Advertisement

The Fight Against Crime: Notes From the Battlefront

Share via
TIMES STAFF WRITER

The folksy old cop on the beat is gone. These days, it takes PR gimmicks for police officers to draw public attention to crime fighting, from talking patrol cars to streetwise parrots.

“It just gets old for people when we are standing up there talking from pamphlets all the time,” says Sgt. Bruce Sonnenblick of the Crime Prevention and Community Affairs section of the Santa Clarita Sheriff’s Station.

In addition to their standard community meetings and Neighborhood Watch programs, law enforcement community relations departments turn to less traditional and less jargon-filled methods.

Advertisement

The Los Angeles Police Department has CASEY, the popular talking car. CASEY is a robotic car whose name stands for Crime Awareness Safety Education for Youth.

Officers take the robot, which is built in the shape of a police car but is only about the size of a child’s tricycle, out to schools and on other community outreach programs.

The four CASEY cars don’t actually talk. An officer stands out of sight of the audience, and operates the car by radio controls, answering questions through a hand-held radio hooked up to the model.

Advertisement

When students pose questions, the car rolls up closer to them and whammo, out comes the advice.

“There can be some humorous situations from time to time,” said Sgt. Reid Morthel, who heads the LAPD’s Crime Prevention Division. “When we are teaching people about their own safety, we want them to get involved in the lecture. And I’ve found that the best way to reach them is laughter.”

This little trick, fooling audience members into believing the car talks, works most effectively with children, because they are more apt to learn from humor than dry police lectures in cop jargon, Morthel said.

Advertisement

Before CASEY, there was “Officer Bird,” a talking parrot that a police officer taught to recite crime prevention tips.

The pair became much requested fixtures on the LAPD open house circuit, but are no longer with the department.

The Los Angeles County Sheriff’s Department utilized the talents of one of its own to change the voice of crime prevention. Deputy Aaron Williams, a ventriloquist, appears with a dummy at adult gatherings, school assemblies, open houses and in classrooms.

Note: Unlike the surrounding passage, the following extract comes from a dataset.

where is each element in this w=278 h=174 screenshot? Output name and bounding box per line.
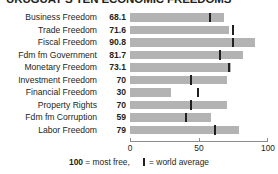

In schools, Williams’ alter ego delivers safety tips about things like “stranger danger” and warnings against taking part in vandalism.

LAPD Valley traffic officers have launched their own version of the department’s anti-drug program called DARE.

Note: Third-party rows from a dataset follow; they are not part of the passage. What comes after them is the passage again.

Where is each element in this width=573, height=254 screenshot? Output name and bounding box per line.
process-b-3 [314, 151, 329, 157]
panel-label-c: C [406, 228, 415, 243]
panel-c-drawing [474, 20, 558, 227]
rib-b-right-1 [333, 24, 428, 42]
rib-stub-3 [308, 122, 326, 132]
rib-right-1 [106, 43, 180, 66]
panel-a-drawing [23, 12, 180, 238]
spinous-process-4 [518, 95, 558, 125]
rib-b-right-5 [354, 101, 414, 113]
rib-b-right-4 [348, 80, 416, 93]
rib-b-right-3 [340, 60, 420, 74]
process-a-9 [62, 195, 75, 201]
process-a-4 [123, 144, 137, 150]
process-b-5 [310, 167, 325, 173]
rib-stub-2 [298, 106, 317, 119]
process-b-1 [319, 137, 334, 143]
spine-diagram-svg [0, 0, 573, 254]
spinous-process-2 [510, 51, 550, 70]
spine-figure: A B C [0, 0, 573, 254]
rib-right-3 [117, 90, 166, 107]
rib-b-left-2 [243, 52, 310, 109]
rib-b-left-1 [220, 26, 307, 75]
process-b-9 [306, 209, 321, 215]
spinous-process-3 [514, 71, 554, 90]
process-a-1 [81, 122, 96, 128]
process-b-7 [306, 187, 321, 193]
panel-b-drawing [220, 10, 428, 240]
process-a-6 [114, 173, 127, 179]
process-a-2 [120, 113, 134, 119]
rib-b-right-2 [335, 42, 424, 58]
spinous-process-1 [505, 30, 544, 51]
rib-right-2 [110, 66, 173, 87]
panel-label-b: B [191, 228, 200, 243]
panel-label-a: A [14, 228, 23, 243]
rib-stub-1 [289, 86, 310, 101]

A team of officers is frequently dispatched to local private and public high schools to teach lessons such as “How to Avoid a Ticket,” said Capt. Al Kerstein.

Advertisement

Despite the sometimes deadly serious nature of their jobs, both sheriff’s deputies and LAPD officers agree that when used properly, laughter or other audience participation methods can make an important difference.

“It all depends on what type of audience and what I am speaking about,” says Sonnenblick. “If I am talking to kids, then props and stuff like that might be fine. But if I am talking to a victims’ group then I don’t think injecting humor is a good way to reach them. That might make light of their situation.

“But if it’s a neighborhood group or something like that, we tell jokes all the time.”